Thursday, June 29, 2017

STUDY: EMPLOYERS AREN'T CONTRIBUTING ENOUGH TO PUBLIC PENSIONS

A new report from the Society of Actuaries highlights a major problem public pension systems are facing – most public pensions received inadequate employer contributions.
The report, released this month, examines data from 160 public pension plans in the United States. The report's authors, Lisa Schilling and Patrick Wiese, specifically looked at metrics that compare retirement plan contributions to benchmarks that represent the level needed to pay down unfunded liabilities.
The authors collected the data from 160 state and large city public sector pension plans in the United States between 2006 and 2014 using assets and liabilities reported under Government Accounting Standards Board guidelines.
In each year examined, most of the 160 plans received insufficient employer contributions to maintain their unfunded liabilities.
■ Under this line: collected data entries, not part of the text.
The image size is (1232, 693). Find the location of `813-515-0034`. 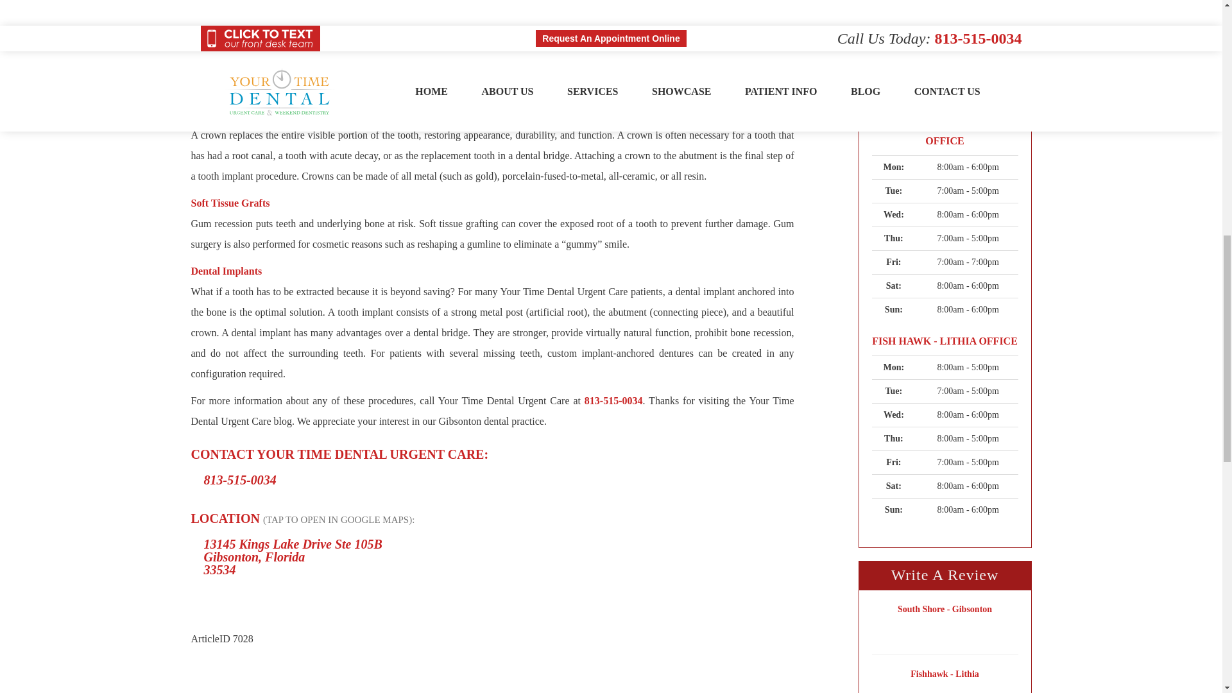

813-515-0034 is located at coordinates (953, 37).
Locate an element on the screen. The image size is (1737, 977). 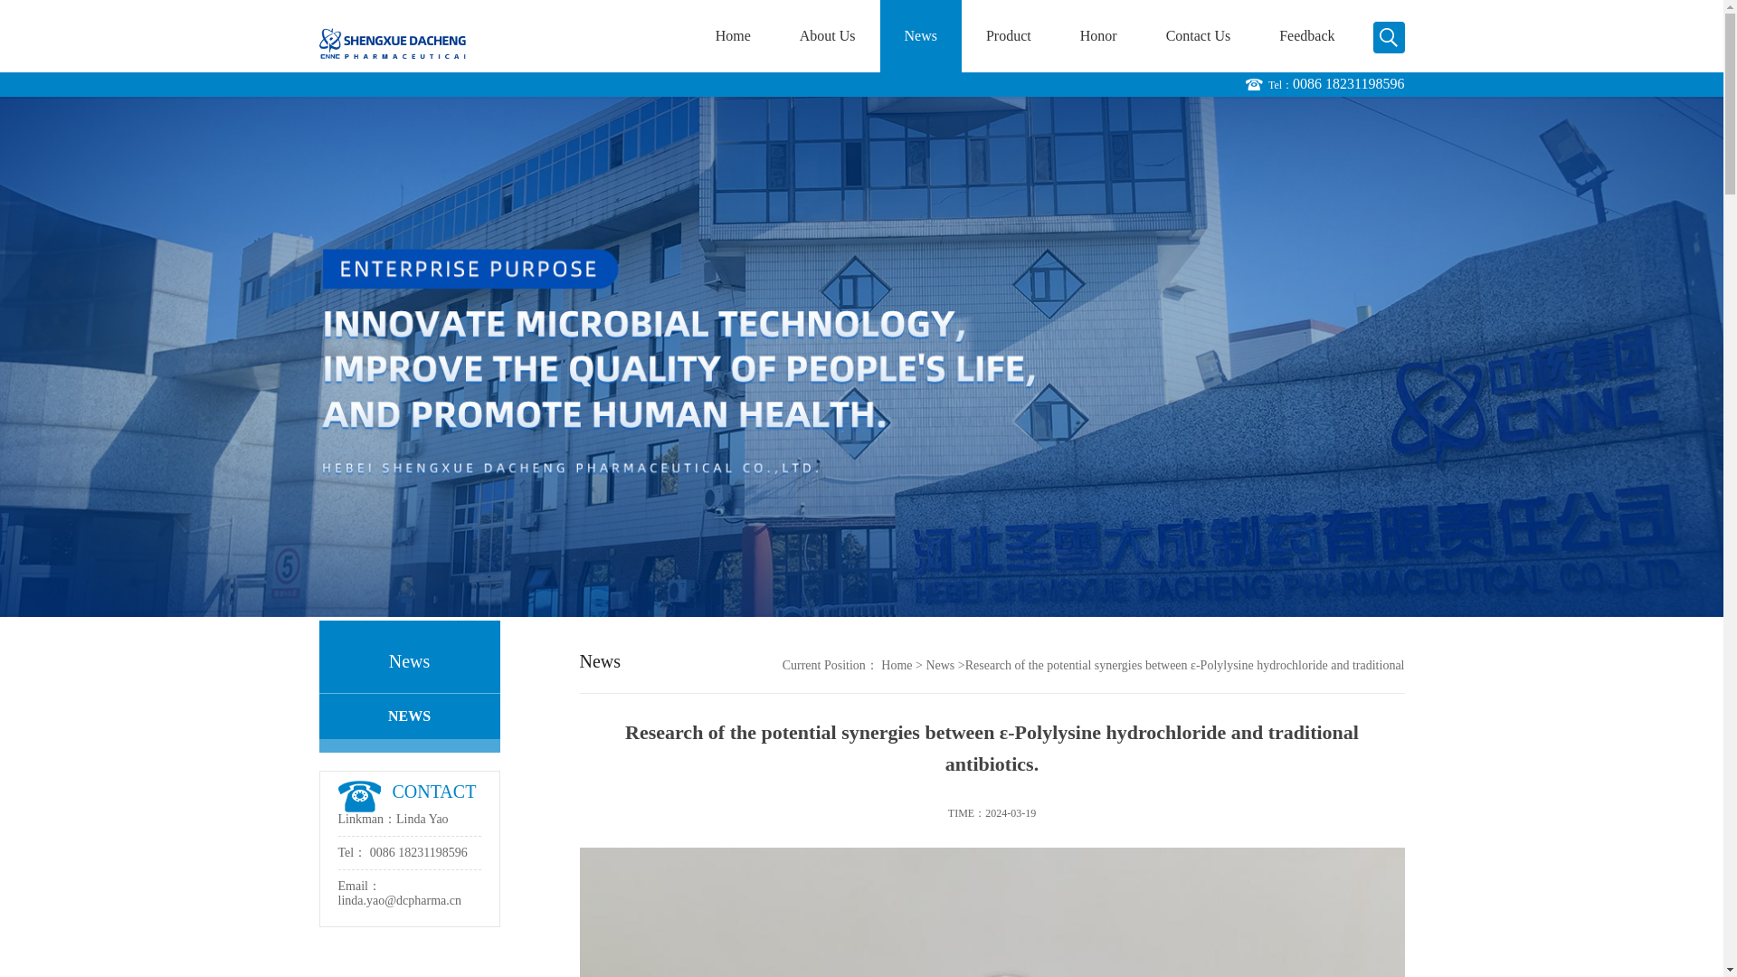
0086 18231198596 is located at coordinates (403, 852).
In 2014 alone, according to the report, 72 percent of plans experienced negative amortization, which increased from 65 percent in 2006. 
For 130 public pension plans, total unfunded liabilities increased 150 percent from $400 billion in 2006 to $1 trillion in 2014, and the plans studied were 73 percent funded by the end of 2014. 
Between 2006 and 2014, employer contributions to those same 130 plans increased 76 percent, up to $85 billion in 2014 from $48 billion, and employee contributions increased 30 percent, to $37 billion from $28 billion. Both payroll and prices rose 17 percent. 
According to the Society of Actuaries' report, many plans with negative amortization contributed at least as much as their target contribution. Among the systems analyzed by the group, regulations "for determining employer contributions vary significantly from state to state and may vary from plan to plan within a state," according to the group's report. 
Not every plan was underfunded, however. Three percent of plans in 2014 had a funding surplus and “20 percent of plans received enough employer contributions to fund their shortfall within 30 years without it growing through negative amortization in the meantime,” according to the report.